Tell Them Willie Boy Is Here

Abraham Polonsky, featured director in PFA's recent Hollywood and the Cold War series, made his directorial comeback after 20-odd years of blacklisting with this 1969 feature for which he also wrote the screenplay. On the film's release, Variety's reviewer felt that Willie Boy “may be one of the great U.S. films, and surely the most radical in its vision.” Time magazine called it “an intense document of racial persecution that stands as one of the finest films of the year.” Convincing the studio of the desirability of Polonsky as director of such a film was no easy task; however Pierre Rissient's re-introduction of the 1948 Force of Evil in Paris to rave reviews aided Polonsky's case here.

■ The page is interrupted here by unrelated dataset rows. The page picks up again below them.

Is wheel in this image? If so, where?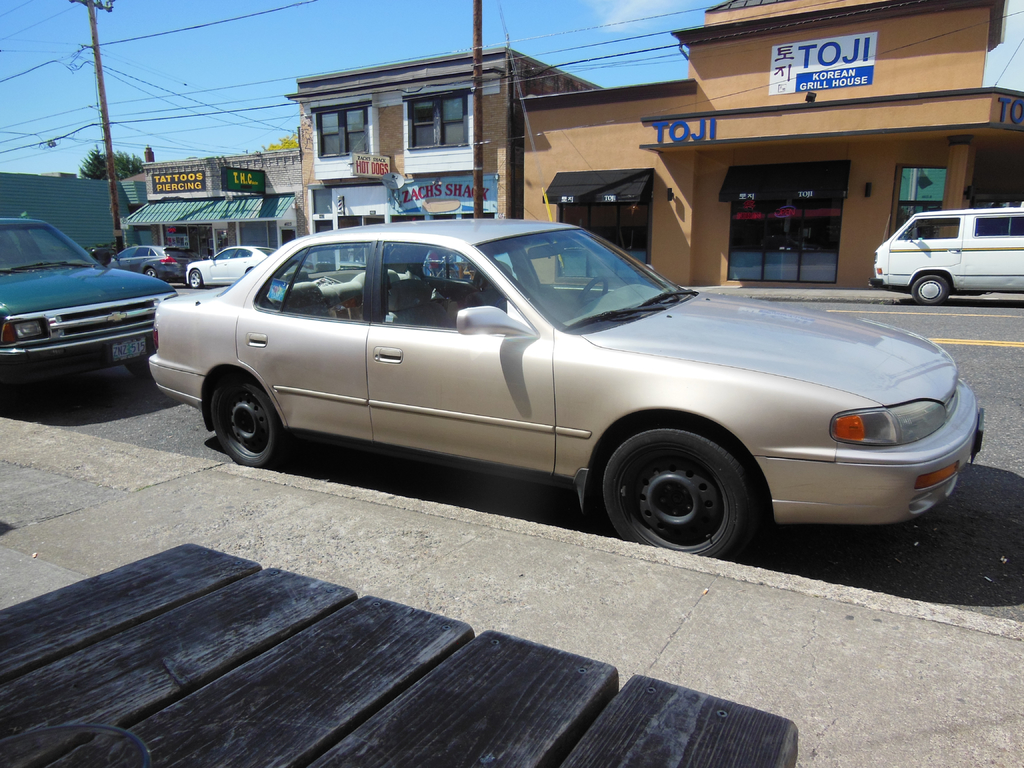
Yes, at {"x1": 143, "y1": 268, "x2": 158, "y2": 276}.
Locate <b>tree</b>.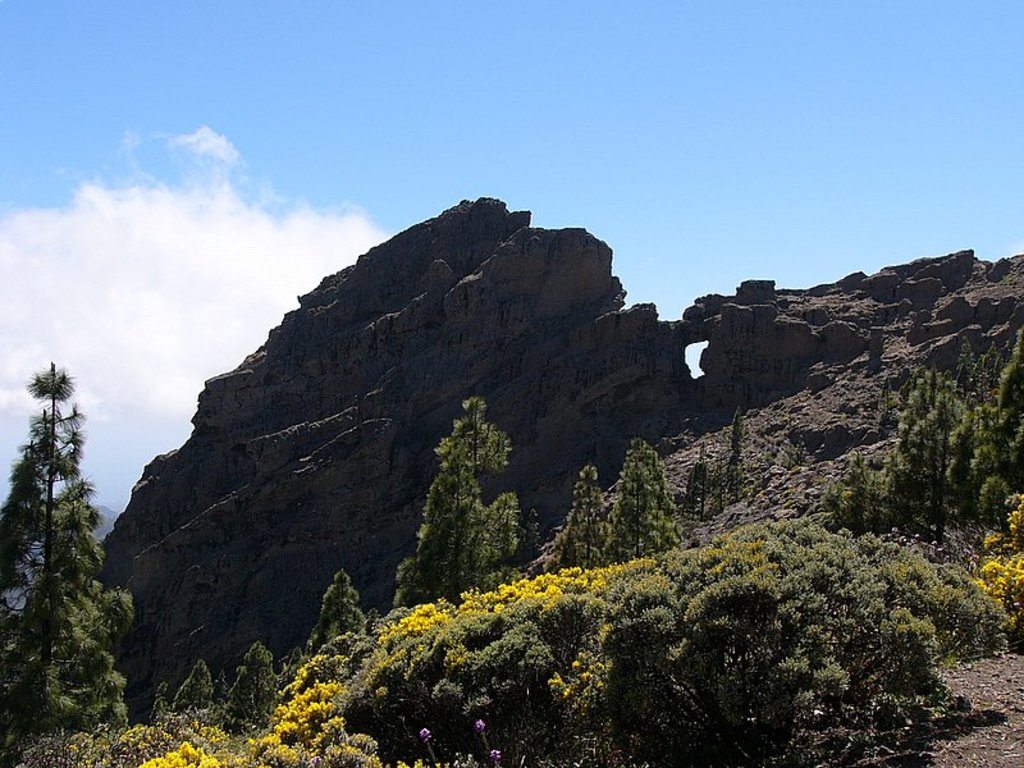
Bounding box: (left=605, top=434, right=682, bottom=562).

The story is based on a real incident in which a Paiute Indian named Willie shot the father of his girlfriend and the two were forced to go into hiding in the Mohave Desert--forced not by Indian custom but by a white community looking for an anti-cause cèlébre and a scapegoat. Robert Blake as Willie and Robert Redford as the deputy sheriff who tracks him down turn in excellent performances in a film that concentrates less on character than on its very modern treatment of an uncompromising message. (Variety noted, “Tell Them Willie Boy Is Here is fully as complex as any film by Antonioni, Bergman or Bresson... It will need heavy and enthusiastic comprehension and support by critics...”).
Tell Them Willie Boy Is Here is only the second film Polonsky directed; he wrote numerous scripts under pseudonyms during the blacklist period, which extended for him much longer than for many others. For him, the film sums up his years of loneliness. “Hell,” he says (in Time), “this isn't a movie about Indians. It's about me.”